Rick and Morty :: Season 2 begins with a brilliant take on time

Warner Bros. Pictures

Adult Swim

Rick and Morty was a great cartoon that came out last year on Adult Swim, created by Justin Roiland and Dan Harmon (of Community fame). It was a bizarre take on the kind of mad scientist and sidekick concept, with Doc Brown analogue Rick Sanchez taking his grandson Morty on wild sci-fi adventures (or as it was called in the first episode, high concept sci-fi rigmarole). It would take far too long to explain everything that worked about that first season, so instead I’ll just discuss the first episode of season two.

So Spoilers for all of season one.

The episode “A Rickle in Time” begins soon after the first season finale, with reality still frozen in time so Rick, Morty, and Summer (the granddaughter) could repair the damage to their parents’ house. Immediately the show plays off expectations, throwing us for a loop when Rick tricks his grandkids into agreeing with a nonsensical reference he just made up. The episode then tackles the bizarre nature of superposition and Schrodinger’s paradox by having split timelines.

Specifically, the line about the Schrodinger’s cats being there but not there cracked me up.

It’s terrifyingly amusing to watch two versions of reality happen at once, and you shudder to think how much time it took. Until they raise the stakes and square it to four realities, then sixteen, and then sixty-four. The episode takes the time to play off the new rivalry between Summer and Morty for Rick’s attentions, which is a welcome development. It’s a different take on the sidekick cliché, so I was glad that the show has still kept it going.

I found the concept of a fourth-dimensional timecop hilarious, and the fact that they used the same physical space led to an amazing gag where the cop gets beaten up by sixty-four versions of the Rick gang. Of course, it all gets resolved in the end, including the hilarious end tag, but I’ll get back to that in a second. At one point Rick makes a meta-reference to his daughter Beth (the horse surgeon) and her hapless husband Jerry.

The sideplot with Beth and Jerry is indeed not as interesting as the main storyline, but it has some funny lines, and it works to keep the characters well balanced. They may not be as interesting as Rick or Morty, but the better the show is at expanding them, the more ideas they can mess with. And that’s sort of Rick and Morty’s oeuvre, if you will. Taking sci-fi concepts and going nuts with them.

After all, you don’t often see two versions of a person from parallel timelines try to kill each other. That’s unique to this show. Getting back to the end tag, it was superb. I knew exactly where it was going, and I loved it. Hopefully they bring back Albert Einstein and his “messing with time” in another episode. I’m super optimistic for this new season, and I can’t wait for the next episode.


> **Try it**: Count every line in the data below where the word "JSON" appears, then state only that count.

> **Materials provided**:
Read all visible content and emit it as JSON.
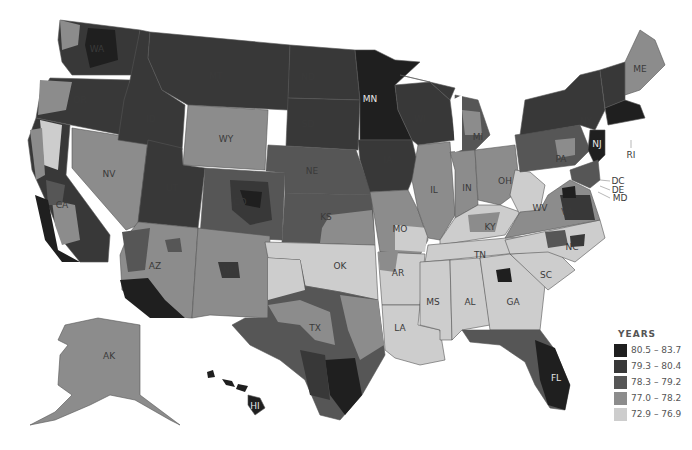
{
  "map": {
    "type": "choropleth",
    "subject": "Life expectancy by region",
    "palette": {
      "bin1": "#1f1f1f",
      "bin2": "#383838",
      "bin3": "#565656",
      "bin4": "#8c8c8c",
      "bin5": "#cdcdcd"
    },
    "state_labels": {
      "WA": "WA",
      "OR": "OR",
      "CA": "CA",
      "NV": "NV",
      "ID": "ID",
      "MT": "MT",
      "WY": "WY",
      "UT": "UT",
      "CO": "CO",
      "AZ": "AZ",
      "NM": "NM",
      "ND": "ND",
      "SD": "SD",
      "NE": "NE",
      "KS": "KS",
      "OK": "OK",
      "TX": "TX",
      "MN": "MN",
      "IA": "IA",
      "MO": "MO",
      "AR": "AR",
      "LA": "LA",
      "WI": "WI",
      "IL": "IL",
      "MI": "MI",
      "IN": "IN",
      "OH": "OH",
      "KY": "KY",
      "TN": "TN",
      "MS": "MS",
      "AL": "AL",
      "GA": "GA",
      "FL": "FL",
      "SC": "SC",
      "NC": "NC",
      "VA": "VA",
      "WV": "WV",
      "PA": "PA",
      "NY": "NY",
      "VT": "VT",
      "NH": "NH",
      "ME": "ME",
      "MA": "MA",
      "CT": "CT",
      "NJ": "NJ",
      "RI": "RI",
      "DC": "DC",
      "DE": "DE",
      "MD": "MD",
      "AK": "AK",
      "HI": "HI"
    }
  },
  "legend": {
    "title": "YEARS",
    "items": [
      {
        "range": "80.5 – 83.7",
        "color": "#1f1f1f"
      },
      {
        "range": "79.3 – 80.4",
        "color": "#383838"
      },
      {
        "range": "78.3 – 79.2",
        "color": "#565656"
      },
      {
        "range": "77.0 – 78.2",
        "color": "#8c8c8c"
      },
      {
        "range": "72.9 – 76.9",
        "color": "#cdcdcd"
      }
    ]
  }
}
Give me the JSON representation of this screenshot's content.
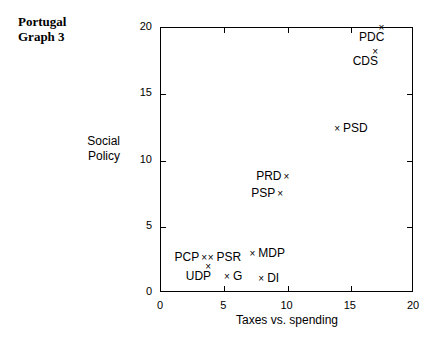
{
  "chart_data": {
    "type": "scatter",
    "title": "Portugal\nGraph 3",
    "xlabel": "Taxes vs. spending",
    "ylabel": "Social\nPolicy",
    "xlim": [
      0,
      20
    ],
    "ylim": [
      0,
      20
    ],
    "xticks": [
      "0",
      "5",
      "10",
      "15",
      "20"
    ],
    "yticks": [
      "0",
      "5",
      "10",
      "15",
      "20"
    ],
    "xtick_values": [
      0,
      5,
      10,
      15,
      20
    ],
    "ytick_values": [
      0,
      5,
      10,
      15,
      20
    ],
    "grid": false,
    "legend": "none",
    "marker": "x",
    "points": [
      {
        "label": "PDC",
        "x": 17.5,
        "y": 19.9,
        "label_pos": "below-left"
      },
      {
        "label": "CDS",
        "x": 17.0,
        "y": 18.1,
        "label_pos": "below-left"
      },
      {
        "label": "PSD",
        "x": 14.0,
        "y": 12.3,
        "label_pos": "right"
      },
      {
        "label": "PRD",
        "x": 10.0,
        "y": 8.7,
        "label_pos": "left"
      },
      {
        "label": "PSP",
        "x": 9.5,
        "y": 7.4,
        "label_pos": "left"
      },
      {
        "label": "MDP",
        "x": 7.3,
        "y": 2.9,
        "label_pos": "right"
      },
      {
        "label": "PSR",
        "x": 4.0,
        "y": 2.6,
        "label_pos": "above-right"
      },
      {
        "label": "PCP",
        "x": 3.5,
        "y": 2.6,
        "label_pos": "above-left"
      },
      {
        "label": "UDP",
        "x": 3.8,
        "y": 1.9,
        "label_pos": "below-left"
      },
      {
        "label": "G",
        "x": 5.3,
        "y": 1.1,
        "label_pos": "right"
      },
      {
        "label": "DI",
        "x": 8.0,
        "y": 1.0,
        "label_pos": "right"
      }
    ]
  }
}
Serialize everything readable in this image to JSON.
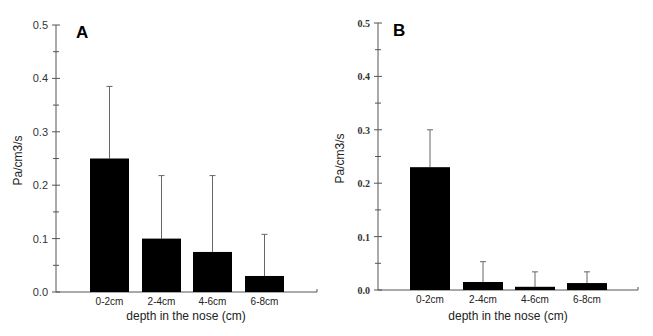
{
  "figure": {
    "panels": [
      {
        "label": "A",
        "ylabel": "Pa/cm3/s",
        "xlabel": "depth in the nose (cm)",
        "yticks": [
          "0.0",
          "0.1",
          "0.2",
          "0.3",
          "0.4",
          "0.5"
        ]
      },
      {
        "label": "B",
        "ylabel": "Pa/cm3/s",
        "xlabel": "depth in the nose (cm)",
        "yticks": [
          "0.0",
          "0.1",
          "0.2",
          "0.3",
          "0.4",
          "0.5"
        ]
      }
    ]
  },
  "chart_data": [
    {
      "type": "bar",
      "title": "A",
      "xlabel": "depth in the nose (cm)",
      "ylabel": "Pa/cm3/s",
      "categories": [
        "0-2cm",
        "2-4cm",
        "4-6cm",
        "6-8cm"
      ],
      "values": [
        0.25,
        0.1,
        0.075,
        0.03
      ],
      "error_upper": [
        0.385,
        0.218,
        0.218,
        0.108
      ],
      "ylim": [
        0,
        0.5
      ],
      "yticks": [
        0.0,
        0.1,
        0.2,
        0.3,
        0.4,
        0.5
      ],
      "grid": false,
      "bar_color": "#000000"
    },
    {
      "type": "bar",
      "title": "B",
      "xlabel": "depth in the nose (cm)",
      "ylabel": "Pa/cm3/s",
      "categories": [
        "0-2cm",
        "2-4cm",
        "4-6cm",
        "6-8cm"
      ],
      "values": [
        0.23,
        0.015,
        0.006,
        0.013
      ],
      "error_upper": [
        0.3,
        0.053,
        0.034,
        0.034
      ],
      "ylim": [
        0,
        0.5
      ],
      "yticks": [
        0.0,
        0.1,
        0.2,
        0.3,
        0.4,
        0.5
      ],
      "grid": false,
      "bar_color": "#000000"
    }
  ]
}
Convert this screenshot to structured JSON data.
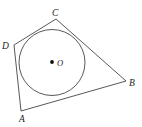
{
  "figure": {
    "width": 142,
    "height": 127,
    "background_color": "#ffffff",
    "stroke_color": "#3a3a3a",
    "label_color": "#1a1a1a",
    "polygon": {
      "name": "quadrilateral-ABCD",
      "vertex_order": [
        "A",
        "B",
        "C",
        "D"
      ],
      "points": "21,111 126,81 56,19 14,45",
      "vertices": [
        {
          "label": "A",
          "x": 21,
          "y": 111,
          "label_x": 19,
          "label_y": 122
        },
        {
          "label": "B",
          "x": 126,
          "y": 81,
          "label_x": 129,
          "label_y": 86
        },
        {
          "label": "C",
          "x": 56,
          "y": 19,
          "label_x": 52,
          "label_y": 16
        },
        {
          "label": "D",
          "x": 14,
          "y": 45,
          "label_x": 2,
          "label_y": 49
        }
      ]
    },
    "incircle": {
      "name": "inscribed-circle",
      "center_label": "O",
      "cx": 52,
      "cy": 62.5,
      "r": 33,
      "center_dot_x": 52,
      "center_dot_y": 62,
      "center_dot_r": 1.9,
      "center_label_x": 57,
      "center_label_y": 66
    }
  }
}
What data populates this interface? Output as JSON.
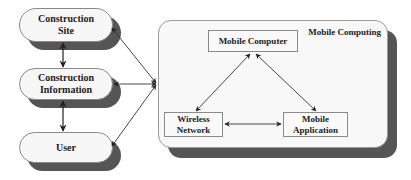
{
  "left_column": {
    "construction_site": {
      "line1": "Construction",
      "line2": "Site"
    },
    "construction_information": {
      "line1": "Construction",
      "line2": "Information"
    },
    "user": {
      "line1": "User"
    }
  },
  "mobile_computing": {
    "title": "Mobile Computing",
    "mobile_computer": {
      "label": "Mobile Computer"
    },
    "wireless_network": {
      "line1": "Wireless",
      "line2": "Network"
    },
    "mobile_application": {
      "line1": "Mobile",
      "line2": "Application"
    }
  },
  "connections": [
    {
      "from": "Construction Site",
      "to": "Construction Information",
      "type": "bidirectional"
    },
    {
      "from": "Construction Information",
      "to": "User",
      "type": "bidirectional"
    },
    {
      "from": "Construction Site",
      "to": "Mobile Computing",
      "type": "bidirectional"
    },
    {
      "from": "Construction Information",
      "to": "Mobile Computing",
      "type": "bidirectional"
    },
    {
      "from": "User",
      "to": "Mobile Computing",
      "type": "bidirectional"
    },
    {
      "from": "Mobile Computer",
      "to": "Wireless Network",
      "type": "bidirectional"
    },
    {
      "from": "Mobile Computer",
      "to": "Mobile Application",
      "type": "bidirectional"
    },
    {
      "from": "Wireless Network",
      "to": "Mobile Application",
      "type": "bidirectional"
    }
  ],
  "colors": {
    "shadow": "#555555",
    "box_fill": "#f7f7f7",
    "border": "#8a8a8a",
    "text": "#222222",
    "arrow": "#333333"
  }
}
...
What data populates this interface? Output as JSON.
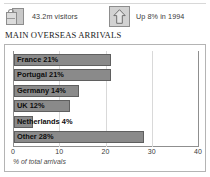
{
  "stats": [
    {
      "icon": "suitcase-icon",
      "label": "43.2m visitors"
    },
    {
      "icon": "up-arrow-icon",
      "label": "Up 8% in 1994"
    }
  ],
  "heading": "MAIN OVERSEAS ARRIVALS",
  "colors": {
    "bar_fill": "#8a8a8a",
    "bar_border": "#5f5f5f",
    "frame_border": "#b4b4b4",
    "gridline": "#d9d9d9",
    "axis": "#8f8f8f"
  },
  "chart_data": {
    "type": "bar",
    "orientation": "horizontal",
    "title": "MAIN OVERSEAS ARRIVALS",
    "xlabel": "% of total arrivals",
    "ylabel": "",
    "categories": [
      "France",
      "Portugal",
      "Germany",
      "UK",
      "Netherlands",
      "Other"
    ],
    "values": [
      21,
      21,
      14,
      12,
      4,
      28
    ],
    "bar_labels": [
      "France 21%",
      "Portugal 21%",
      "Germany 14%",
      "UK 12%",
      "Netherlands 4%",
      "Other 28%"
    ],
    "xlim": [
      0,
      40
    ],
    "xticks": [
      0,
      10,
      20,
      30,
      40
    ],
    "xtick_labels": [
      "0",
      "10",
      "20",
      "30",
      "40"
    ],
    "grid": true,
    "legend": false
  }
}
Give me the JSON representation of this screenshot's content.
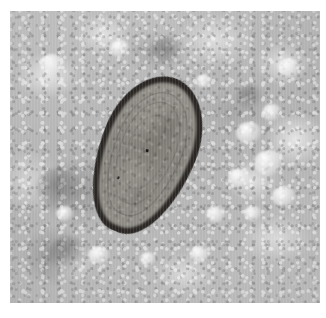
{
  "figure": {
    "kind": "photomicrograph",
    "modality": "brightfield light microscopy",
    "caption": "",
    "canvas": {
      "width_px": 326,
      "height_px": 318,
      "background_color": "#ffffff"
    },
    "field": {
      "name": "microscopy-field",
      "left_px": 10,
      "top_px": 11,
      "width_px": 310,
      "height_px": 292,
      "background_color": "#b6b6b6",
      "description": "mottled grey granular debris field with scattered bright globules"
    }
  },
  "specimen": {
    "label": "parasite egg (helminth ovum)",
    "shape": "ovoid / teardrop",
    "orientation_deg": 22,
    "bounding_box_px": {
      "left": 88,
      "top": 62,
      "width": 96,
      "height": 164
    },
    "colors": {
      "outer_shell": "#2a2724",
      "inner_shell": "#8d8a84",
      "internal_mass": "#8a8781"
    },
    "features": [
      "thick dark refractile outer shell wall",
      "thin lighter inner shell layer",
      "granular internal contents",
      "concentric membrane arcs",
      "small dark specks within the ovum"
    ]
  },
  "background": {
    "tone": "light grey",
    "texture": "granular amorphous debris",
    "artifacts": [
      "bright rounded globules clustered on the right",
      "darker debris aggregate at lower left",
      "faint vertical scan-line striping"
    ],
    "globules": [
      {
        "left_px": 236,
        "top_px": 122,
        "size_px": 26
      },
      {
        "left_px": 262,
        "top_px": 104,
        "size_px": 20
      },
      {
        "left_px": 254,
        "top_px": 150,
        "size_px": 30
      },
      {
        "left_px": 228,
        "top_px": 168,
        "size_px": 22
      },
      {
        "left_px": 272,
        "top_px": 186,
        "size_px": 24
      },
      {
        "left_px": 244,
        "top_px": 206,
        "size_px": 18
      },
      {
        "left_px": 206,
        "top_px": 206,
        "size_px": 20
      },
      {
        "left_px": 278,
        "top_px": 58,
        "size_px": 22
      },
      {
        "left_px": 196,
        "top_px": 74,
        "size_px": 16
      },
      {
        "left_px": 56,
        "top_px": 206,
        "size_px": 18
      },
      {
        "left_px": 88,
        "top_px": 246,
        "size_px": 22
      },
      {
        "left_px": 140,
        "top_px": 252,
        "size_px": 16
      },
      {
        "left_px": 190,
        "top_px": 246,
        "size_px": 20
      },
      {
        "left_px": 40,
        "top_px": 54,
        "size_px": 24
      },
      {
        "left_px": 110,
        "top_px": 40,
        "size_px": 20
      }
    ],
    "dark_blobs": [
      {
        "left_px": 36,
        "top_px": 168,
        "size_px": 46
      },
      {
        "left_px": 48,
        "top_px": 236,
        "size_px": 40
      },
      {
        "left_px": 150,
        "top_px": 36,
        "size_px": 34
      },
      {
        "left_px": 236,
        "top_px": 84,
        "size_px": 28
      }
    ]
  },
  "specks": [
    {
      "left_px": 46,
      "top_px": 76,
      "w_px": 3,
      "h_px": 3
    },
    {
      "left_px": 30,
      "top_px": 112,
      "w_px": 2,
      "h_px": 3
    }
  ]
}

> **Answer box**: 7